“I don’t sleep a lot,” Sue Gordon admits over Zoom. Like most of us, the onslaught of headlines landing in our feeds at any given moment keeps the former principal deputy director of national intelligence—a Donald Trump appointee in 2017 who was famously forced to resign in 2019—up at night. Although, as a 29-year veteran of the CIA, Gordon has never been big on rest. Throughout her career, she has served as an analyst, helped build spacecraft, managed weapon systems, worked in combat support, and held leadership positions in the technology sector, supporting national security. “I became known as the person you called when you needed something done,” she says. As PDDNI, Gordon oversaw 17 agencies and organizations comprised of roughly 100,000 people and a budget of more than $80 billion. Most days, she was at the office by 5 a.m., worked until 7 p.m., headed home to have dinner with her husband, and then returned to the office for a few more hours before calling it a night.
Since March, Gordon, 67, has been battling an aggressive and fast-moving inflammatory breast cancer, her second bout with the disease. She found out she had uterine cancer on the day she learned Trump was going to nominate her as PDDNI, and she attended her first post-surgery radiation treatment on the morning of the day she was confirmed by the Senate.
When she got her most recent diagnosis, it was a shock on many levels: Gordon was already at stage four with the disease, which had infiltrated her lymph nodes. Her case was deemed triple negative—with no known mutations. (“My daughter jokes that I have good genes and bad luck,” says Gordon.) This meant the only course of action was immediate chemotherapy. Since then, Gordon has sustained 16 weeks of chemo, battled a near-death case of meningitis and another illness due to a dangerously low white blood count, and last month, she underwent a radical double mastectomy. Going forward, she will require alternating rounds of radiation and chemo. And yet the beauty of Sue Gordon—and this is apparent in her outlook on the United States as well—is that no matter how dire the circumstances, she remains incredibly optimistic. “Look, I can move my arm!” she says proudly post-op, while also acknowledging that “most people my age don’t make it to the surgery.” She credits her doctors for being “MacGyver-ish” in their ability to keep her alive.

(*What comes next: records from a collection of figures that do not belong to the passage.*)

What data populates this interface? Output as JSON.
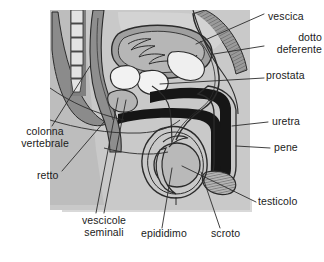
{
  "figure": {
    "language": "it",
    "palette": {
      "background": "#ffffff",
      "body_light": "#c9c9c9",
      "body_mid": "#a8a8a8",
      "body_dark": "#787878",
      "organ_white": "#f2f2f2",
      "organ_black": "#161616",
      "outline": "#2b2b2b",
      "shadow": "#d9d9d9",
      "label_text": "#1b1b1b"
    }
  },
  "labels": [
    {
      "id": "vescica",
      "text": "vescica",
      "x": 268,
      "y": 11,
      "align": "left"
    },
    {
      "id": "dotto-deferente",
      "text": "dotto\ndeferente",
      "x": 268,
      "y": 38,
      "align": "left"
    },
    {
      "id": "prostata",
      "text": "prostata",
      "x": 268,
      "y": 75,
      "align": "left"
    },
    {
      "id": "uretra",
      "text": "uretra",
      "x": 272,
      "y": 120,
      "align": "left"
    },
    {
      "id": "pene",
      "text": "pene",
      "x": 274,
      "y": 146,
      "align": "left"
    },
    {
      "id": "testicolo",
      "text": "testicolo",
      "x": 258,
      "y": 200,
      "align": "left"
    },
    {
      "id": "colonna-vertebrale",
      "text": "colonna\nvertebrale",
      "x": 20,
      "y": 131,
      "align": "left"
    },
    {
      "id": "retto",
      "text": "retto",
      "x": 37,
      "y": 175,
      "align": "left"
    },
    {
      "id": "vescicole-seminali",
      "text": "vescicole\nseminali",
      "x": 76,
      "y": 219,
      "align": "left"
    },
    {
      "id": "epididimo",
      "text": "epididimo",
      "x": 141,
      "y": 232,
      "align": "left"
    },
    {
      "id": "scroto",
      "text": "scroto",
      "x": 211,
      "y": 232,
      "align": "left"
    }
  ],
  "structures": [
    {
      "id": "spinal-column",
      "label_ref": "colonna-vertebrale"
    },
    {
      "id": "rectum",
      "label_ref": "retto"
    },
    {
      "id": "bladder",
      "label_ref": "vescica"
    },
    {
      "id": "vas-deferens",
      "label_ref": "dotto-deferente"
    },
    {
      "id": "prostate",
      "label_ref": "prostata"
    },
    {
      "id": "seminal-vesicles",
      "label_ref": "vescicole-seminali"
    },
    {
      "id": "urethra",
      "label_ref": "uretra"
    },
    {
      "id": "penis",
      "label_ref": "pene"
    },
    {
      "id": "testicle",
      "label_ref": "testicolo"
    },
    {
      "id": "epididymis",
      "label_ref": "epididimo"
    },
    {
      "id": "scrotum",
      "label_ref": "scroto"
    }
  ]
}
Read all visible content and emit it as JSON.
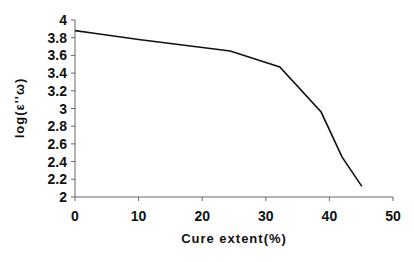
{
  "chart_data": {
    "type": "line",
    "title": "",
    "xlabel": "Cure extent(%)",
    "ylabel": "log(ε''ω)",
    "xlim": [
      0,
      50
    ],
    "ylim": [
      2,
      4
    ],
    "x_ticks": [
      0,
      10,
      20,
      30,
      40,
      50
    ],
    "y_ticks": [
      "4",
      "3.8",
      "3.6",
      "3.4",
      "3.2",
      "3",
      "2.8",
      "2.6",
      "2.4",
      "2.2",
      "2"
    ],
    "grid": false,
    "legend": null,
    "series": [
      {
        "name": "log(ε''ω)",
        "x": [
          0,
          3,
          10,
          24.4,
          32.2,
          38.7,
          42,
          45.1
        ],
        "y": [
          3.88,
          3.85,
          3.78,
          3.65,
          3.47,
          2.96,
          2.45,
          2.12
        ]
      }
    ]
  }
}
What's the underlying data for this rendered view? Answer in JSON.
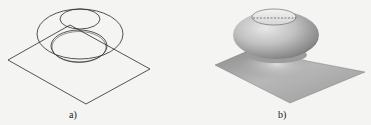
{
  "figures": [
    {
      "id": "a",
      "caption": "a)",
      "style": "wireframe",
      "description": "Wireframe of torus-like surface of revolution above a square plane",
      "stroke_color": "#2a2a2a"
    },
    {
      "id": "b",
      "caption": "b)",
      "style": "shaded",
      "description": "Shaded rendering of dome/torus blended into square plane",
      "surface_color": "#b4b4b4",
      "plane_color": "#9e9e9e"
    }
  ]
}
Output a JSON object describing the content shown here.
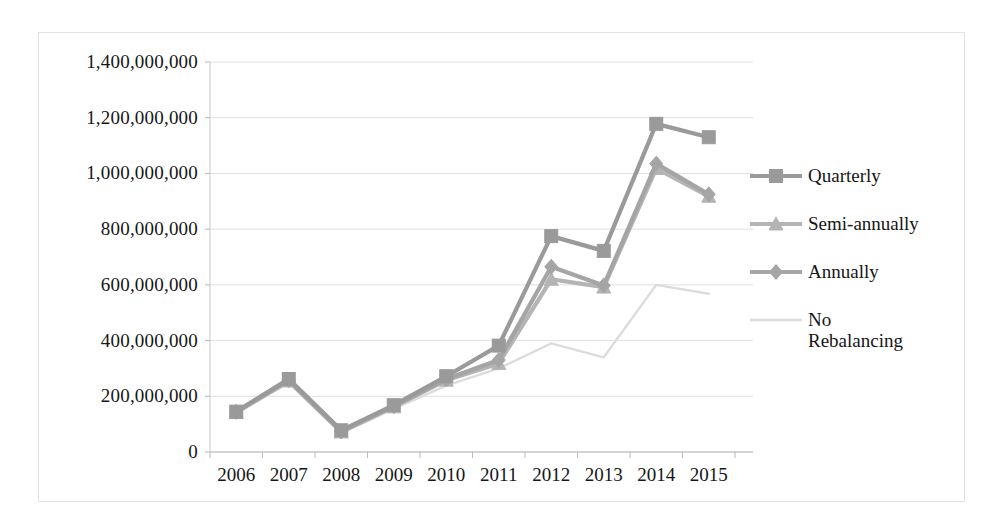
{
  "chart_data": {
    "type": "line",
    "title": "",
    "xlabel": "",
    "ylabel": "",
    "categories": [
      "2006",
      "2007",
      "2008",
      "2009",
      "2010",
      "2011",
      "2012",
      "2013",
      "2014",
      "2015"
    ],
    "ylim": [
      0,
      1400000000
    ],
    "ytick_values": [
      0,
      200000000,
      400000000,
      600000000,
      800000000,
      1000000000,
      1200000000,
      1400000000
    ],
    "ytick_labels": [
      "0",
      "200,000,000",
      "400,000,000",
      "600,000,000",
      "800,000,000",
      "1,000,000,000",
      "1,200,000,000",
      "1,400,000,000"
    ],
    "grid": true,
    "legend_position": "right",
    "series": [
      {
        "name": "Quarterly",
        "marker": "square",
        "color": "#9a9a9a",
        "values": [
          145000000,
          262000000,
          78000000,
          168000000,
          272000000,
          382000000,
          775000000,
          722000000,
          1178000000,
          1130000000
        ]
      },
      {
        "name": "Semi-annually",
        "marker": "triangle",
        "color": "#b4b4b4",
        "values": [
          142000000,
          255000000,
          72000000,
          162000000,
          258000000,
          318000000,
          620000000,
          592000000,
          1018000000,
          918000000
        ]
      },
      {
        "name": "Annually",
        "marker": "diamond",
        "color": "#a5a5a5",
        "values": [
          144000000,
          258000000,
          74000000,
          165000000,
          262000000,
          330000000,
          665000000,
          598000000,
          1035000000,
          925000000
        ]
      },
      {
        "name": "No\nRebalancing",
        "marker": "none",
        "color": "#dcdcdc",
        "values": [
          140000000,
          248000000,
          68000000,
          155000000,
          238000000,
          300000000,
          390000000,
          340000000,
          600000000,
          568000000
        ]
      }
    ]
  },
  "legend": {
    "entries": [
      {
        "label": "Quarterly"
      },
      {
        "label": "Semi-annually"
      },
      {
        "label": "Annually"
      },
      {
        "label": "No\nRebalancing"
      }
    ]
  }
}
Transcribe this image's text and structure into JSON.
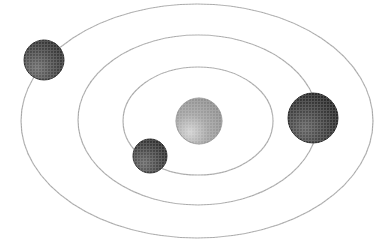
{
  "diagram": {
    "title": "Orbital system diagram",
    "description": "A central body with three concentric elliptical orbits, each carrying one orbiting body.",
    "type": "orbital-system",
    "canvas": {
      "width": 377,
      "height": 251
    },
    "background_color": "#ffffff",
    "system_center": {
      "x": 197,
      "y": 121
    }
  },
  "orbits": [
    {
      "id": "orbit-inner",
      "label": "Inner orbit",
      "index": 1,
      "cx": 198,
      "cy": 121,
      "rx": 75,
      "ry": 54,
      "stroke_color": "#a8a8a8",
      "stroke_width": 1.2
    },
    {
      "id": "orbit-middle",
      "label": "Middle orbit",
      "index": 2,
      "cx": 198,
      "cy": 120,
      "rx": 120,
      "ry": 85,
      "stroke_color": "#a8a8a8",
      "stroke_width": 1.2
    },
    {
      "id": "orbit-outer",
      "label": "Outer orbit",
      "index": 3,
      "cx": 197,
      "cy": 121,
      "rx": 176,
      "ry": 117,
      "stroke_color": "#a8a8a8",
      "stroke_width": 1.2
    }
  ],
  "bodies": [
    {
      "id": "central-body",
      "label": "Central body",
      "role": "center",
      "cx": 199,
      "cy": 121,
      "r": 23,
      "fill_color": "#a3a3a3",
      "edge_color": "#8d8d8d",
      "highlight_color": "#d2d2d2",
      "highlight_x": 190,
      "highlight_y": 132
    },
    {
      "id": "body-outer-orbit",
      "label": "Outer orbit body",
      "role": "orbiting",
      "orbit": "orbit-outer",
      "cx": 44,
      "cy": 60,
      "r": 20,
      "fill_color": "#4a4a4a",
      "edge_color": "#2a2a2a",
      "highlight_color": "#6e6e6e",
      "highlight_x": 37,
      "highlight_y": 68
    },
    {
      "id": "body-middle-orbit",
      "label": "Middle orbit body",
      "role": "orbiting",
      "orbit": "orbit-middle",
      "cx": 313,
      "cy": 118,
      "r": 25,
      "fill_color": "#3f3f3f",
      "edge_color": "#1f1f1f",
      "highlight_color": "#636363",
      "highlight_x": 305,
      "highlight_y": 128
    },
    {
      "id": "body-inner-orbit",
      "label": "Inner orbit body",
      "role": "orbiting",
      "orbit": "orbit-inner",
      "cx": 150,
      "cy": 156,
      "r": 17,
      "fill_color": "#474747",
      "edge_color": "#262626",
      "highlight_color": "#6a6a6a",
      "highlight_x": 144,
      "highlight_y": 163
    }
  ]
}
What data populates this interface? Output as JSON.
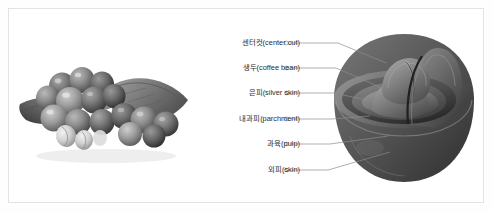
{
  "figure": {
    "kind": "coffee-cherry-anatomy-diagram",
    "border_color": "#e3e3e3",
    "background_color": "#ffffff",
    "text_color": "#2b2b2b",
    "leader_line_color": "#8c8c8c",
    "photo": {
      "name": "coffee-cherry-cluster-photo",
      "description": "grayscale photograph of a cluster of coffee cherries on a leaf"
    },
    "cross_section": {
      "name": "coffee-cherry-cross-section",
      "description": "grayscale cutaway rendering of a coffee cherry showing its layers"
    },
    "labels": [
      {
        "text": "센터컷(center cut)",
        "y": 27,
        "target_x": 86,
        "target_y": 47
      },
      {
        "text": "생두(coffee bean)",
        "y": 52,
        "target_x": 80,
        "target_y": 72
      },
      {
        "text": "은피(silver skin)",
        "y": 77,
        "target_x": 74,
        "target_y": 86
      },
      {
        "text": "내과피(parchment)",
        "y": 103,
        "target_x": 68,
        "target_y": 100
      },
      {
        "text": "과육(pulp)",
        "y": 128,
        "target_x": 96,
        "target_y": 120
      },
      {
        "text": "외피(skin)",
        "y": 154,
        "target_x": 100,
        "target_y": 139
      }
    ]
  }
}
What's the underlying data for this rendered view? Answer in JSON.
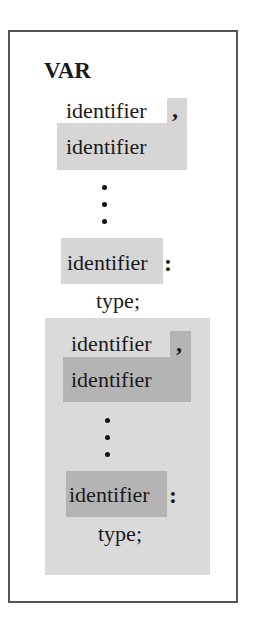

While sequestered at home in Texas, close to her doctors, kids, and grandchildren, Gordon feels compelled to do something. (She jokes that she would have attended the No Kings rally had it not been the day after surgery.) Since her most recent diagnosis, she has refashioned her living room into Central Command, drawing on her years of experience and knowledge to take positive action. From the quietude of her home, the national security expert’s digital footprint looms large: She attends meetings for the multiple boards on which she serves, and sits for interviews with friends such as Nicolle Wallace and Miles Taylor. This past July, she launched her own weekly podcast, Understandable Insights: Information to Intelligence with Sue Gordon, in between rounds of chemo.
She cohosts the podcast with former Marine Eric Koepp, who also happens to be Gordon’s son-in-law. Together, the two tackle the week’s headlines with Gordon trying to demystify just what the hell is happening while assessing the ramifications. The pod has been downloaded thousands of times from 19 countries with little to no organic promotion. “I’m never going to be incendiary because that’s not the way I am, but I am getting much bolder about this moment,” says Gordon, who has tackled topical issues like the government’s approach to decommissioned nuclear warheads, the assessment of Trump’s trip to Asia, the embarrassment of the shutdown, and even the passing of Dick Cheney. (Ever the loquacious speaker, Gordon has occasionally posted bonus episodes if she can’t get all of her thoughts out in the roughly 50-minute timeframe.)